America Makes opens $25.6 million funding calls, Axtra3D expands in North America
Axtra3D's reseller deal is the one piece desktop buyers can act on, while America Makes' $25.6 million calls and RIT's metal implant work stay mostly upstream.

If you print at a bench instead of on a factory floor, only one item in this bundle really changes what you can buy right now: Axtra3D has widened its North American reach through a reseller agreement with Dynamism. The defense funding calls and the medical metal research matter, but they are industry signals, not something you can install on a desktop machine this week.
The Axtra3D move landed on May 12, 2026 and expands access to the company’s Hybrid PhotoSynthesis technology, the Lumia X1 production 3D printer, and the Axtra.Workflow software platform. Dynamism, which pitches itself as a 3D printing advisory, hardware, software, and training provider, gives Axtra3D a sales channel built for production-focused customers across tooling, aerospace, automotive, healthcare, and industrial manufacturing. For anyone shopping in the higher-end resin space, that is the actionable news here. For most hobbyists, it is a pro-market play worth watching, not an immediate upgrade path.

The biggest funding story is farther upstream. America Makes and the National Center for Defense Manufacturing and Machining announced two 2026 project calls totaling $25.6 million. MIAMI, short for Maturation Initiative for Additive Metals Interchangeability, is worth $12.4 million and is aimed at proving that metallic additive manufacturing materials can reliably replace traditional alloys in Department of War weapon system components. Three awards are anticipated there. INSITE, or INtegrated System for In-situ Testing & Evaluation, is worth $13.2 million and is designed to build an integrated quality-assurance system that combines in-situ monitoring with post-build inspection. That call is funded through the Office of the Under Secretary of War, Acquisition and Sustainment, Industrial Base Analysis and Sustainment Program, and one award is expected.

That money will not change what lands on a hobbyist workbench next month, but it does point to where the metal side of the industry is spending its energy. If you follow service bureaus, certified parts, or the materials pipeline behind industrial printers, these are the calls to keep an eye on. If you are looking for slicer settings, new filament, or a smarter first layer, this is safe to file under upstream noise for now.

The one research item in the bundle sits even farther from consumer FDM, but it is still worth noting. Rochester Institute of Technology highlighted work from Ph.D. candidate Valeria Marin Montealegre on zinc-based bio-metals and molten metal jetting for facial bone implants, with the research window running April 27 to 30, 2026. That is reconstructive-surgery territory, not desktop printing territory, but it shows how fast additive keeps moving into patient-specific metal parts.

So the practical takeaway is simple: Axtra3D’s reseller expansion is the only piece here that changes a buying decision today. The $25.6 million in America Makes calls and the RIT implant work are the kind of developments that shape the next layer of the industry, while desktop makers can watch them without mistaking them for immediate shopping-list news.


=== PROBLEM DETAILS ===
The answer must repeat every record exactly, with no pictures in it.

=== DATA LISTING ===
- Opening Delimiter -

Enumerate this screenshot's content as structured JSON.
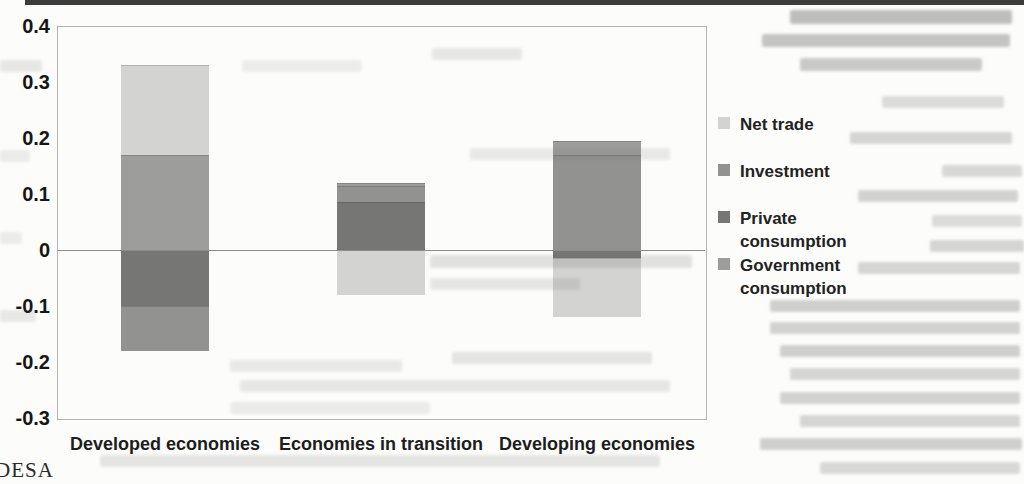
{
  "page": {
    "source_note_partial": "DESA"
  },
  "chart_data": {
    "type": "bar",
    "stacked": true,
    "title": "",
    "xlabel": "",
    "ylabel": "",
    "categories": [
      "Developed economies",
      "Economies in transition",
      "Developing economies"
    ],
    "series": [
      {
        "name": "Private consumption",
        "color": "#767674",
        "values": [
          -0.1,
          0.085,
          -0.015
        ]
      },
      {
        "name": "Investment",
        "color": "#929290",
        "values": [
          -0.08,
          0.03,
          0.17
        ]
      },
      {
        "name": "Government consumption",
        "color": "#9d9d9b",
        "values": [
          0.17,
          0.005,
          0.025
        ]
      },
      {
        "name": "Net trade",
        "color": "#d3d3d1",
        "values": [
          0.16,
          -0.08,
          -0.105
        ]
      }
    ],
    "legend": [
      {
        "label": "Net trade",
        "series": "Net trade"
      },
      {
        "label": "Investment",
        "series": "Investment"
      },
      {
        "label": "Private consumption",
        "series": "Private consumption"
      },
      {
        "label": "Government consumption",
        "series": "Government consumption"
      }
    ],
    "y_axis": {
      "min": -0.3,
      "max": 0.4,
      "step": 0.1,
      "tick_labels": [
        "0.4",
        "0.3",
        "0.2",
        "0.1",
        "0",
        "-0.1",
        "-0.2",
        "-0.3"
      ]
    },
    "grid": "zero-line-only",
    "legend_position": "right"
  }
}
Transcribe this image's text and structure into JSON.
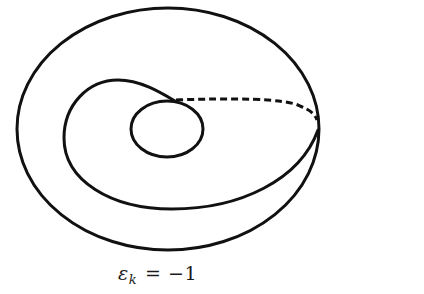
{
  "figure": {
    "caption": {
      "symbol": "ε",
      "subscript": "k",
      "relation": "= −1",
      "full_text": "ε_k = −1"
    },
    "stroke_color": "#111111",
    "background": "#ffffff",
    "shapes": {
      "outer_ellipse": {
        "cx": 168,
        "cy": 129,
        "rx": 151,
        "ry": 121
      },
      "inner_circle": {
        "cx": 167,
        "cy": 129,
        "rx": 36,
        "ry": 28
      },
      "spiral_loop": "solid curve starting at inner-circle top, looping left and around the bottom, meeting the outer ellipse at its right edge",
      "dashed_arc": "dashed curve from inner-circle top to the outer ellipse's right edge"
    }
  }
}
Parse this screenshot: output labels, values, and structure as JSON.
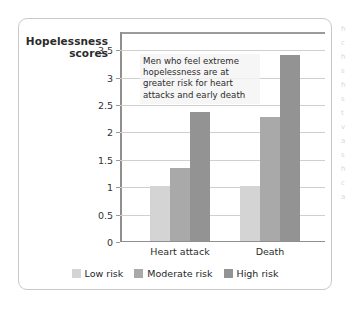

- Closing Delimiter -

=== EXERCISE ANSWER ===
Enumerate this screenshot's content as structured JSON.
{
  "page": {
    "source_note_partial": "DESA"
  },
  "chart_data": {
    "type": "bar",
    "stacked": true,
    "title": "",
    "xlabel": "",
    "ylabel": "",
    "categories": [
      "Developed economies",
      "Economies in transition",
      "Developing economies"
    ],
    "series": [
      {
        "name": "Private consumption",
        "color": "#767674",
        "values": [
          -0.1,
          0.085,
          -0.015
        ]
      },
      {
        "name": "Investment",
        "color": "#929290",
        "values": [
          -0.08,
          0.03,
          0.17
        ]
      },
      {
        "name": "Government consumption",
        "color": "#9d9d9b",
        "values": [
          0.17,
          0.005,
          0.025
        ]
      },
      {
        "name": "Net trade",
        "color": "#d3d3d1",
        "values": [
          0.16,
          -0.08,
          -0.105
        ]
      }
    ],
    "legend": [
      {
        "label": "Net trade",
        "series": "Net trade"
      },
      {
        "label": "Investment",
        "series": "Investment"
      },
      {
        "label": "Private consumption",
        "series": "Private consumption"
      },
      {
        "label": "Government consumption",
        "series": "Government consumption"
      }
    ],
    "y_axis": {
      "min": -0.3,
      "max": 0.4,
      "step": 0.1,
      "tick_labels": [
        "0.4",
        "0.3",
        "0.2",
        "0.1",
        "0",
        "-0.1",
        "-0.2",
        "-0.3"
      ]
    },
    "grid": "zero-line-only",
    "legend_position": "right"
  }
}
Transcribe this image's text and structure into JSON.
{
  "figure": {
    "caption": {
      "symbol": "ε",
      "subscript": "k",
      "relation": "= −1",
      "full_text": "ε_k = −1"
    },
    "stroke_color": "#111111",
    "background": "#ffffff",
    "shapes": {
      "outer_ellipse": {
        "cx": 168,
        "cy": 129,
        "rx": 151,
        "ry": 121
      },
      "inner_circle": {
        "cx": 167,
        "cy": 129,
        "rx": 36,
        "ry": 28
      },
      "spiral_loop": "solid curve starting at inner-circle top, looping left and around the bottom, meeting the outer ellipse at its right edge",
      "dashed_arc": "dashed curve from inner-circle top to the outer ellipse's right edge"
    }
  }
}
Parse this screenshot: output labels, values, and structure as JSON.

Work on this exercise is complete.